The fastest project uses stock yarn, one size range, and simple packaging. Every extra decision adds days. That is normal in socks.

Frequently Asked Questions

Can I call the product antibacterial just because it uses copper yarn?

No. The safe claim is that the sock contains copper yarn or uses copper yarn in specific zones. For antibacterial or odor control wording, get a finished sock test report for the exact style, color, and knit structure. Raw yarn data is usually not enough for packaging or marketplace claims.

What is a normal MOQ from a copper yarn socks manufacturer?

For stock yarn colors, 300 to 500 pairs per size and color is a common commercial MOQ. If the copper yarn must be custom dyed, MOQ often rises to 1,000 to 3,000 pairs per color. Some factories accept pilot runs of 100 to 300 pairs, but the unit price is higher and packaging choices are limited.

How much more do copper yarn socks cost than normal socks?

Adding copper yarn often increases FOB cost by about USD 0.10 to 0.35 per pair compared with a similar standard sock. The increase depends on yarn denier, placement, pair weight, and order size. Full foot plating and low volume orders cost more.

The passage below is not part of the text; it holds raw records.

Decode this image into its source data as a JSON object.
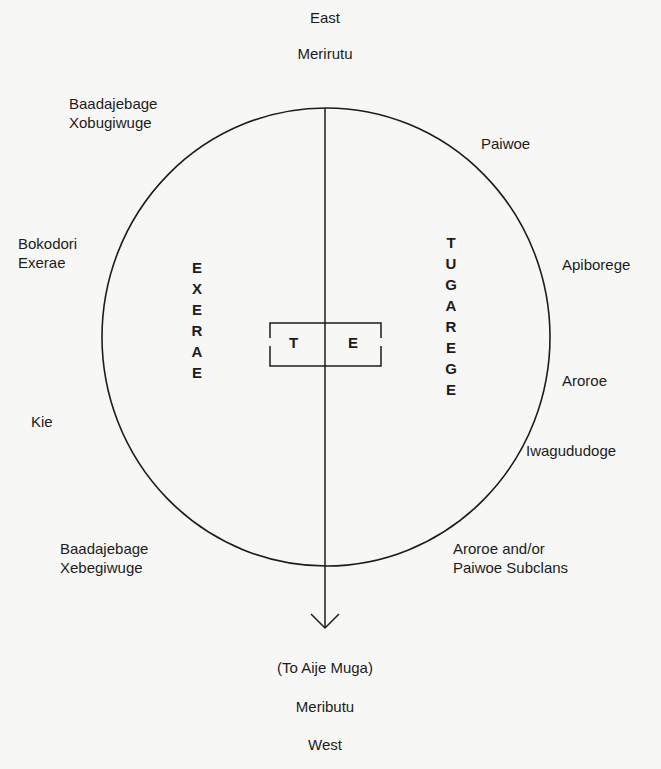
{
  "compass": {
    "top": "East",
    "top_name": "Merirutu",
    "bottom_note": "(To Aije Muga)",
    "bottom_name": "Meributu",
    "bottom": "West"
  },
  "halves": {
    "left": "EXERAE",
    "right": "TUGAREGE"
  },
  "center_box": {
    "left": "T",
    "right": "E"
  },
  "clans_left": {
    "upper_1": "Baadajebage",
    "upper_2": "Xobugiwuge",
    "mid_1": "Bokodori",
    "mid_2": "Exerae",
    "kie": "Kie",
    "lower_1": "Baadajebage",
    "lower_2": "Xebegiwuge"
  },
  "clans_right": {
    "paiwoe": "Paiwoe",
    "apiborege": "Apiborege",
    "aroroe": "Aroroe",
    "iwagududoge": "Iwagududoge",
    "subclans_1": "Aroroe and/or",
    "subclans_2": "Paiwoe Subclans"
  },
  "colors": {
    "ink": "#1c1c1c",
    "paper": "#f7f7f5"
  }
}
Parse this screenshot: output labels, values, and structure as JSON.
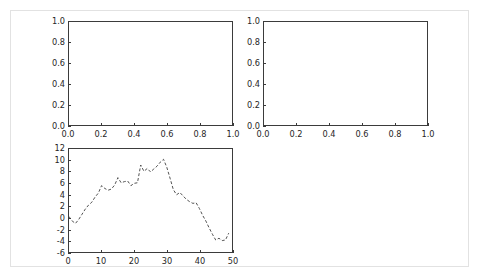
{
  "figure": {
    "width": 480,
    "height": 279,
    "background_color": "#ffffff",
    "border_color": "#e2e2e2",
    "axis_color": "#3b3b3b",
    "tick_label_color": "#262626",
    "line_color": "#3b3b3b"
  },
  "chart_data": [
    {
      "id": "top-left",
      "type": "line",
      "title": "",
      "xlabel": "",
      "ylabel": "",
      "xlim": [
        0.0,
        1.0
      ],
      "ylim": [
        0.0,
        1.0
      ],
      "xticks": [
        0.0,
        0.2,
        0.4,
        0.6,
        0.8,
        1.0
      ],
      "yticks": [
        0.0,
        0.2,
        0.4,
        0.6,
        0.8,
        1.0
      ],
      "xticklabels": [
        "0.0",
        "0.2",
        "0.4",
        "0.6",
        "0.8",
        "1.0"
      ],
      "yticklabels": [
        "0.0",
        "0.2",
        "0.4",
        "0.6",
        "0.8",
        "1.0"
      ],
      "grid": false,
      "legend": null,
      "series": [],
      "x": [],
      "values": []
    },
    {
      "id": "top-right",
      "type": "line",
      "title": "",
      "xlabel": "",
      "ylabel": "",
      "xlim": [
        0.0,
        1.0
      ],
      "ylim": [
        0.0,
        1.0
      ],
      "xticks": [
        0.0,
        0.2,
        0.4,
        0.6,
        0.8,
        1.0
      ],
      "yticks": [
        0.0,
        0.2,
        0.4,
        0.6,
        0.8,
        1.0
      ],
      "xticklabels": [
        "0.0",
        "0.2",
        "0.4",
        "0.6",
        "0.8",
        "1.0"
      ],
      "yticklabels": [
        "0.0",
        "0.2",
        "0.4",
        "0.6",
        "0.8",
        "1.0"
      ],
      "grid": false,
      "legend": null,
      "series": [],
      "x": [],
      "values": []
    },
    {
      "id": "bottom-left",
      "type": "line",
      "title": "",
      "xlabel": "",
      "ylabel": "",
      "xlim": [
        0,
        50
      ],
      "ylim": [
        -6,
        12
      ],
      "xticks": [
        0,
        10,
        20,
        30,
        40,
        50
      ],
      "yticks": [
        -6,
        -4,
        -2,
        0,
        2,
        4,
        6,
        8,
        10,
        12
      ],
      "xticklabels": [
        "0",
        "10",
        "20",
        "30",
        "40",
        "50"
      ],
      "yticklabels": [
        "-6",
        "-4",
        "-2",
        "0",
        "2",
        "4",
        "6",
        "8",
        "10",
        "12"
      ],
      "grid": false,
      "legend": null,
      "linestyle": "dashed",
      "x": [
        0,
        1,
        2,
        3,
        4,
        5,
        6,
        7,
        8,
        9,
        10,
        11,
        12,
        13,
        14,
        15,
        16,
        17,
        18,
        19,
        20,
        21,
        22,
        23,
        24,
        25,
        26,
        27,
        28,
        29,
        30,
        31,
        32,
        33,
        34,
        35,
        36,
        37,
        38,
        39,
        40,
        41,
        42,
        43,
        44,
        45,
        46,
        47,
        48,
        49
      ],
      "values": [
        0.2,
        -0.6,
        -1.0,
        -0.3,
        0.6,
        1.5,
        2.2,
        2.7,
        3.6,
        4.3,
        5.6,
        5.1,
        4.8,
        5.0,
        5.7,
        7.0,
        6.1,
        6.3,
        6.4,
        5.6,
        6.0,
        6.1,
        9.2,
        8.1,
        8.6,
        8.0,
        8.5,
        9.0,
        9.7,
        10.2,
        8.8,
        6.9,
        4.9,
        4.0,
        4.4,
        3.8,
        3.2,
        2.8,
        2.5,
        2.6,
        1.6,
        0.4,
        -0.6,
        -1.8,
        -2.9,
        -3.9,
        -3.6,
        -4.0,
        -3.9,
        -2.7
      ]
    }
  ]
}
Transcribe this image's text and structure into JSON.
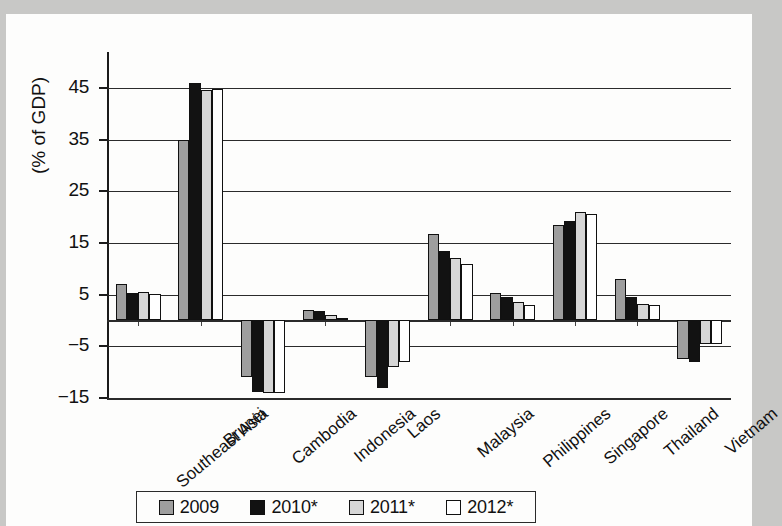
{
  "chart_data": {
    "type": "bar",
    "title": "",
    "xlabel": "",
    "ylabel": "(% of GDP)",
    "ylim": [
      -15,
      50
    ],
    "yticks": [
      45,
      35,
      25,
      15,
      5,
      -5,
      -15
    ],
    "ytick_labels": [
      "45",
      "35",
      "25",
      "15",
      "5",
      "−5",
      "−15"
    ],
    "grid": true,
    "legend_position": "bottom",
    "categories": [
      "Southeast Asia",
      "Brunei",
      "Cambodia",
      "Indonesia",
      "Laos",
      "Malaysia",
      "Philippines",
      "Singapore",
      "Thailand",
      "Vietnam"
    ],
    "series": [
      {
        "name": "2009",
        "color": "#9e9e9e",
        "values": [
          7.0,
          35.0,
          -11.0,
          2.0,
          -11.0,
          16.8,
          5.4,
          18.5,
          8.0,
          -7.5
        ]
      },
      {
        "name": "2010*",
        "color": "#121212",
        "values": [
          5.3,
          46.0,
          -13.8,
          1.8,
          -13.0,
          13.5,
          4.5,
          19.2,
          4.5,
          -8.0
        ]
      },
      {
        "name": "2011*",
        "color": "#d6d6d6",
        "values": [
          5.5,
          44.5,
          -14.0,
          1.0,
          -9.0,
          12.0,
          3.6,
          21.0,
          3.2,
          -4.5
        ]
      },
      {
        "name": "2012*",
        "color": "#ffffff",
        "values": [
          5.2,
          44.8,
          -14.0,
          0.5,
          -8.0,
          11.0,
          3.0,
          20.5,
          3.0,
          -4.5
        ]
      }
    ]
  },
  "legend": {
    "items": [
      {
        "label": "2009",
        "swatch": "swatch-2009-gray"
      },
      {
        "label": "2010*",
        "swatch": "swatch-2010-black"
      },
      {
        "label": "2011*",
        "swatch": "swatch-2011-lightgray"
      },
      {
        "label": "2012*",
        "swatch": "swatch-2012-white"
      }
    ]
  }
}
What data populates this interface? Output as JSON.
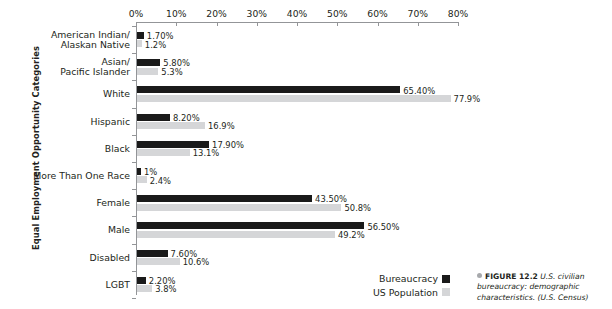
{
  "figure": {
    "y_axis_title": "Equal Employment Opportunity Categories",
    "caption_bullet": "bullet-icon",
    "caption_figure_number": "FIGURE 12.2",
    "caption_text": "U.S. civilian bureaucracy: demographic characteristics. (U.S. Census)"
  },
  "legend": {
    "items": [
      {
        "label": "Bureaucracy",
        "color": "#1a1a1a",
        "key": "bureaucracy"
      },
      {
        "label": "US Population",
        "color": "#d5d6d8",
        "key": "uspopulation"
      }
    ]
  },
  "chart_data": {
    "type": "bar",
    "orientation": "horizontal",
    "title": "",
    "xlabel": "",
    "ylabel": "Equal Employment Opportunity Categories",
    "xlim": [
      0,
      80
    ],
    "xtick_labels": [
      "0%",
      "10%",
      "20%",
      "30%",
      "40%",
      "50%",
      "60%",
      "70%",
      "80%"
    ],
    "xticks": [
      0,
      10,
      20,
      30,
      40,
      50,
      60,
      70,
      80
    ],
    "grid": false,
    "legend_position": "bottom-right",
    "categories": [
      "American Indian/\nAlaskan Native",
      "Asian/\nPacific Islander",
      "White",
      "Hispanic",
      "Black",
      "More Than One Race",
      "Female",
      "Male",
      "Disabled",
      "LGBT"
    ],
    "series": [
      {
        "name": "Bureaucracy",
        "color": "#1a1a1a",
        "values": [
          1.7,
          5.8,
          65.4,
          8.2,
          17.9,
          1.0,
          43.5,
          56.5,
          7.6,
          2.2
        ],
        "labels": [
          "1.70%",
          "5.80%",
          "65.40%",
          "8.20%",
          "17.90%",
          "1%",
          "43.50%",
          "56.50%",
          "7.60%",
          "2.20%"
        ]
      },
      {
        "name": "US Population",
        "color": "#d5d6d8",
        "values": [
          1.2,
          5.3,
          77.9,
          16.9,
          13.1,
          2.4,
          50.8,
          49.2,
          10.6,
          3.8
        ],
        "labels": [
          "1.2%",
          "5.3%",
          "77.9%",
          "16.9%",
          "13.1%",
          "2.4%",
          "50.8%",
          "49.2%",
          "10.6%",
          "3.8%"
        ]
      }
    ]
  }
}
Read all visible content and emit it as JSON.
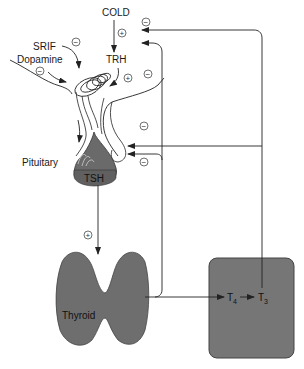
{
  "diagram": {
    "labels": {
      "cold": "COLD",
      "srif": "SRIF",
      "dopamine": "Dopamine",
      "trh": "TRH",
      "pituitary": "Pituitary",
      "tsh": "TSH",
      "thyroid": "Thyroid",
      "t4": "T",
      "t4_sub": "4",
      "t3": "T",
      "t3_sub": "3"
    },
    "signs": {
      "plus": "+",
      "minus": "−"
    },
    "colors": {
      "gland_fill": "#6e6e6e",
      "peripheral_fill": "#767676",
      "line": "#333333",
      "background": "#ffffff"
    },
    "relationships": [
      {
        "from": "COLD",
        "to": "TRH",
        "effect": "+"
      },
      {
        "from": "SRIF",
        "to": "Pituitary",
        "effect": "−"
      },
      {
        "from": "Dopamine",
        "to": "Pituitary",
        "effect": "−"
      },
      {
        "from": "TRH",
        "to": "Pituitary",
        "effect": "+"
      },
      {
        "from": "T3",
        "to": "TRH",
        "effect": "−"
      },
      {
        "from": "T4",
        "to": "TRH",
        "effect": "−"
      },
      {
        "from": "T3",
        "to": "TSH",
        "effect": "−"
      },
      {
        "from": "T4",
        "to": "TSH",
        "effect": "−"
      },
      {
        "from": "TSH",
        "to": "Thyroid",
        "effect": "+"
      },
      {
        "from": "Thyroid",
        "to": "T4",
        "effect": "secretes"
      },
      {
        "from": "T4",
        "to": "T3",
        "effect": "converts"
      }
    ]
  }
}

Which needle count is most common for copper yarn socks?

168 needle is common for athletic and wellness styles because it works well with terry cushioning and stable plating. 144 needle is used for basic casual socks. 200 needle and 240 needle are used for finer dress socks or lighter compression styles.

What quality documents should I ask for before placing an order?

Ask for the yarn composition sheet, denier details, knitting spec, finished size chart, pair weight target, packaging spec, and any finished product test reports tied to your printed claims. For channel requirements, ask whether the factory or material program can support OEKO-TEX, BSCI, Sedex, ISO 9001, GOTS, or GRS.